Workforce

Long enough

There are a lot of things I don’t know and even more that I can’t do.

I’m not a grave-digger but I do recognise a six foot hole when I see one.

I’m not a racing driver but I know what a Ferrari is.

I’m not a hairdresser but I can see, from the state of some bloke’s beards… they’re grown out of unadulterated slobiness and not in the quest for tonsorial elegance.

Neither, am I a lawyer nor an MP but I do know a piece of Lassie-legislation when I see it… a dog’s breakfast.

In case you haven’t noticed the Whitehall gas-works has churned out another masterpiece…

… it’s the Strikes (Minimum Service Levels) Act 2023.

Panicked by the tabloids about strikes in the NHS, Rishi had a choice; fix industrial relations or antagonise everyone with another piece of senseless union bashing.

You know what he chose. Labour are pledged to repeal it… we’ll see… because…

… most European countries have some some sort of minimum service agreements in an attempt to balance the right-to-strike and the rights of their citizens to go about their business…

… I bet they don’t.

Do we actually need this legislation in the NHS?

Medics and clinicians are generally only allowed to practice if they are admitted to their professional register.

Principally the NMC and the GMC (and others). For the most part the conditions include some form of undertaking not to harm the public.

It all falls apart when registrants go on strike.

Both organisations claim to protect the public. They don’t.

The NMC code of conduct ducks strikes and hides behind waffle in their ‘position papers’. The GMC dither-on about ‘using judgement’.

They are no help.

To keep services ticking over during strikes Trades Unions, stuck-in-a-bind between wooing public sympathy and not killing them, agree derogations.

Meaning striking members can actually work as normal. That’s what Xmas Day levels of service are all about.

Apart from recycling about a million people back onto the waiting lists and goodness knows what damage that does, the strike days, touch wood, have been grief-free.

People have been sensible.

The top-line of the new legislation… principally, Trusts are provided with the power to require some staff to keep working. They don’t have to use the legislation…

… it’s their call.

The staff who are required to work have to be named, listed and the information provided to the Unions… even if they don’t belong to the union.

Quite what that does to data protection is above my pay-grade.

Unions must give employers 14 days notice of striking. The employers have 7 days to provide a ‘work notice’… the list, that in a big trust will run into hundreds. There are a further four days to amend the list and fiddle about.

If a named person decides to strike anyway, they run the risk of no longer being protected by strike legislation and might end up with the sack. If the Unions don’t comply, they can be fined a shed-load of money.

That’s it, in a nutshell.

Trusts have a problem. They hold contracts of employment but have no control over pay.

They can’t negotiate an end to strikes, they just have to deal with the fall-out and the aggravation that the numpties at the DH+ give them.

Trust’s professional bodies the Confed and Providers, are as influential as a box of fortune cookies and no one is going to give the junior doctors a 35% pay rise.

Trusts are stuck, and …

… the last thing Trusts want is the aggravation of strike action to sour local relationships.

People have to work with each other when the strikes are over… hence, by-and-large the derogations have been sorted out by grown-ups and things have muddled along.

NHS management is getting quite good at ‘doing strikes’ and the growing waiting lists are Rishi’s problem.

Unions are bound to want to test this new legislation through the courts. I cannot envisage a Trust wanting to make matters worse by invoking their new powers …

… unless they are in the thrall of some steerry-eyed, bonkers NEDs who can’t be reigned in.

Like I said, I’m not a lawyer and I no longer have to make operational decisions but I do know when a barge-pole isn’t long enough…

News and Comment from Roy Lilley
Contact Roy – please use this e-address roy.lilley@nhsmanagers.net
Reproduced at thetrainingnet.com by kind permission of Roy Lilley.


(About this task): Could you output the listing that follows exactly, without its images?
━━━━━ Source data ━━━━━
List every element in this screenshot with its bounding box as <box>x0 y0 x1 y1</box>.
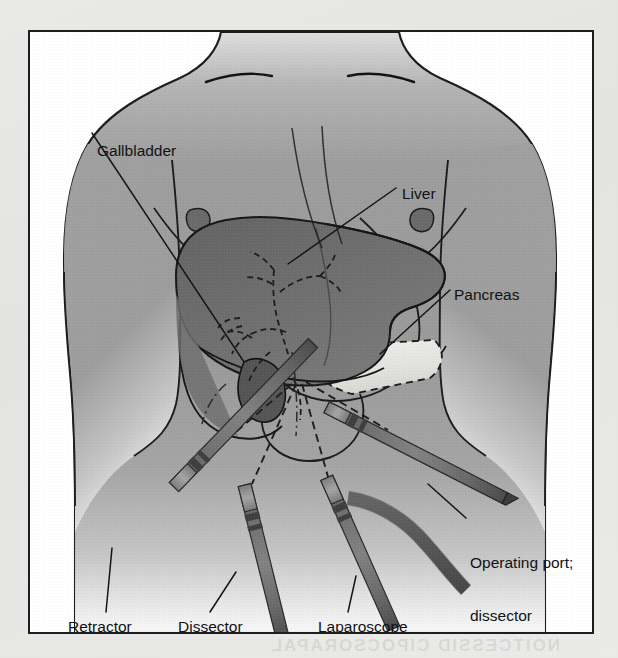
label-gallbladder: Gallbladder <box>97 142 176 160</box>
illustration-plate: Gallbladder Liver Pancreas Operating por… <box>28 30 594 634</box>
label-pancreas: Pancreas <box>454 286 519 304</box>
label-operating-port-line2: dissector <box>470 607 573 625</box>
page-bleed-through-text: NOITCESSID CIPOCSORAPAL <box>40 636 560 654</box>
label-liver: Liver <box>402 185 436 203</box>
label-operating-port-line1: Operating port; <box>470 554 573 572</box>
label-laparoscope: Laparoscope <box>318 618 408 634</box>
label-dissector: Dissector <box>178 618 243 634</box>
label-operating-port: Operating port; dissector <box>470 519 573 634</box>
label-retractor: Retractor <box>68 618 132 634</box>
━━━━━
(Result for this task):
List every element in this screenshot with its bounding box as <box>x0 y0 x1 y1</box>.
label-gallbladder: Gallbladder <box>97 142 176 160</box>
illustration-plate: Gallbladder Liver Pancreas Operating por… <box>28 30 594 634</box>
label-pancreas: Pancreas <box>454 286 519 304</box>
label-operating-port-line2: dissector <box>470 607 573 625</box>
page-bleed-through-text: NOITCESSID CIPOCSORAPAL <box>40 636 560 654</box>
label-liver: Liver <box>402 185 436 203</box>
label-operating-port-line1: Operating port; <box>470 554 573 572</box>
label-laparoscope: Laparoscope <box>318 618 408 634</box>
label-dissector: Dissector <box>178 618 243 634</box>
label-operating-port: Operating port; dissector <box>470 519 573 634</box>
label-retractor: Retractor <box>68 618 132 634</box>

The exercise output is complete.